Before choosing a Smart Knee implant, patients should ask what recovery data is collected, how it is transmitted, who can see it, how it is protected, whether it is shared with the treating care team, and how it would be used during follow-up. Privacy questions are not a reason to avoid the conversation. They are part of informed consent and practical planning.
The privacy conversation belongs in the consultation
Smart Knee technology is marketed around connected recovery information, so patients should understand the data pathway before deciding. A privacy conversation should be concrete. It should not stop at "the data is secure" or "the device is smart." The patient should know what type of information is being collected, whether the device is collecting location information, how information reaches the monitoring system, who has access, and whether the patient has any settings or consent choices.
Zimmer Biomet patient materials state that Persona IQ is not a GPS or location-tracking device. That is an important starting point, but it is not the whole privacy discussion. The patient should also ask whether the recovery data is visible to the surgeon, another care team, the manufacturer platform, or a remote monitoring service; how long the information is retained; and whether it will be used for anything beyond care follow-up.
Questions to write down
- What exact recovery metrics are collected by this implant system?
- Does the device collect location, audio, images, or other non-recovery information?
- Who can see the data: my surgeon, the practice, the manufacturer, a monitoring partner, or another party?
- How would my care team use the data if my recovery looked different from expected?
- What should I still call about even if recovery data is being collected?
- Can I get a copy of the privacy notice, consent language, or patient app terms before surgery?
- What happens if I do not want connected monitoring or if I stop using the related app or transmitter?
What the data should not replace
Connected recovery information is not a substitute for urgent symptom instructions. Patients still need to report fever, wound drainage, spreading redness, severe calf pain, chest pain, shortness of breath, sudden inability to bear weight, or other warning signs listed in their discharge instructions. A sensor reading cannot replace a wound check, a physical exam, X-rays when needed, or the patient's own report that something feels wrong.

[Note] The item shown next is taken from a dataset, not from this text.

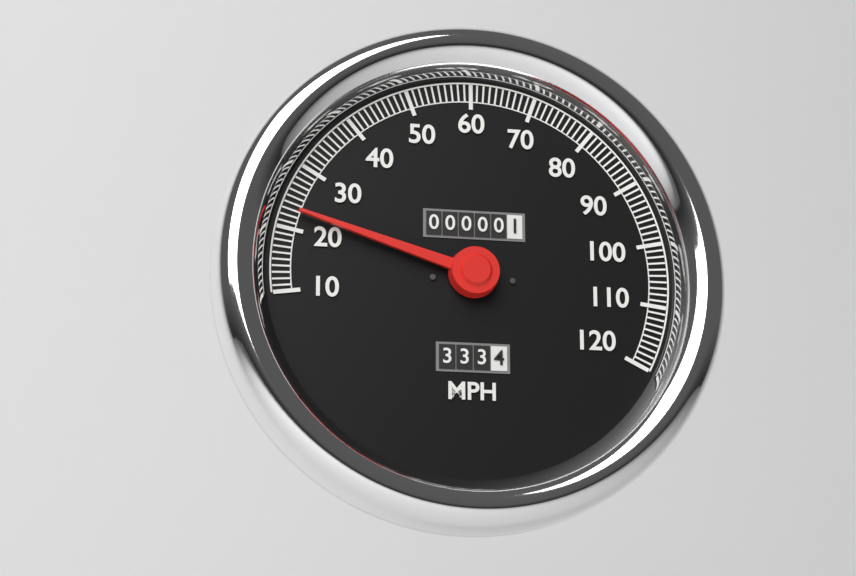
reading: 23 MPH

It also should not replace therapy. Physical therapy and home exercises help restore motion, strength, balance, gait quality, and confidence. Recovery data may give another view of progress, but the plan still depends on what the patient can do safely, how the knee looks and feels, and what the surgeon and therapy team recommend.

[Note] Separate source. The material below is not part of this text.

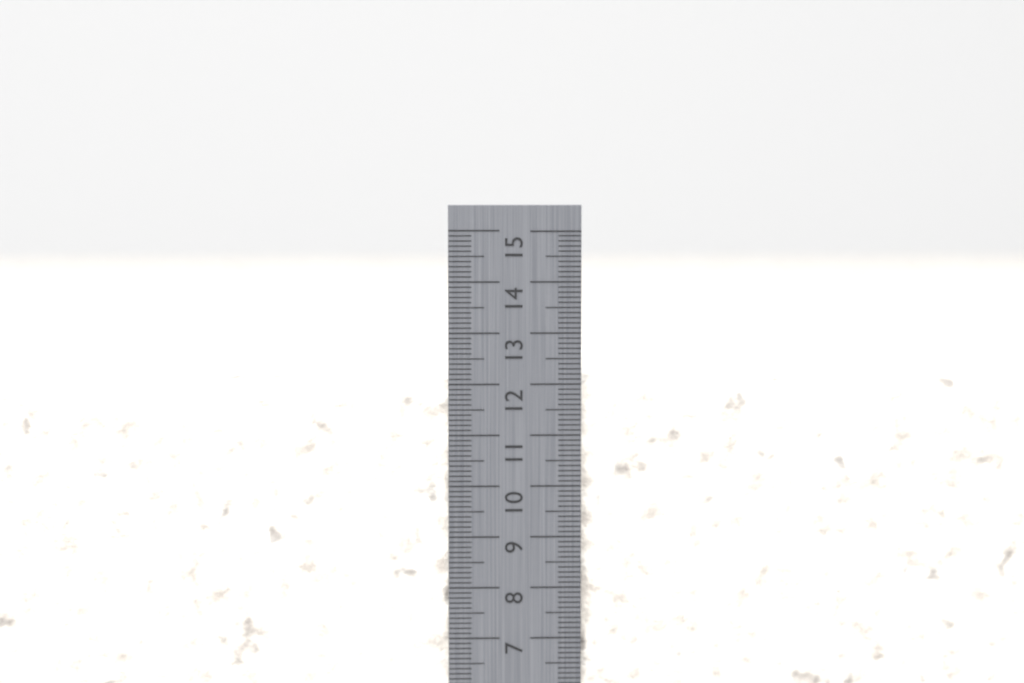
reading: 12.1 cm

How this connects to TJS care
Total Joint Specialists frames Smart Knee privacy as part of the larger knee replacement decision. First, the surgeon confirms whether knee replacement is appropriate at all. Then the patient and surgeon compare total knee replacement, partial knee replacement, alignment strategy, robotic assistance, implant system, recovery goals, and monitoring preferences. If connected data adds value and the patient is comfortable with the privacy terms, it may be worth considering. If it does not fit the patient or plan, a traditional knee replacement path may still be appropriate.
Questions patients ask
Does Persona IQ track my location?
Zimmer Biomet patient materials state that Persona IQ is not a GPS or location-tracking device. Patients should still ask what data is collected, transmitted, protected, and used before choosing the technology.
Should I ask who can see the data?
Yes. Ask whether the data is visible to the surgeon, practice team, manufacturer platform, remote monitoring partner, or any other party, and ask how that access supports care.
Can I still choose knee replacement without connected monitoring?
That depends on the surgical plan and implant choice. Patients should ask what alternatives exist if they are not comfortable with connected recovery monitoring.
Source support
This page is grounded in manufacturer patient information and orthopedic society education. Review Zimmer Biomet Persona IQ patient information, Zimmer Biomet Persona IQ product information, AAOS total knee replacement education, and AAHKS patient education.
Reviewed for patient education.
This page was reviewed by George N. Guild III, MD on June 17, 2026. It is reviewed at least annually and whenever major clinical guidance, source references, device information, privacy language, or practice facts change.
The content is educational and is not a substitute for an evaluation with an orthopedic surgeon who has reviewed your individual case.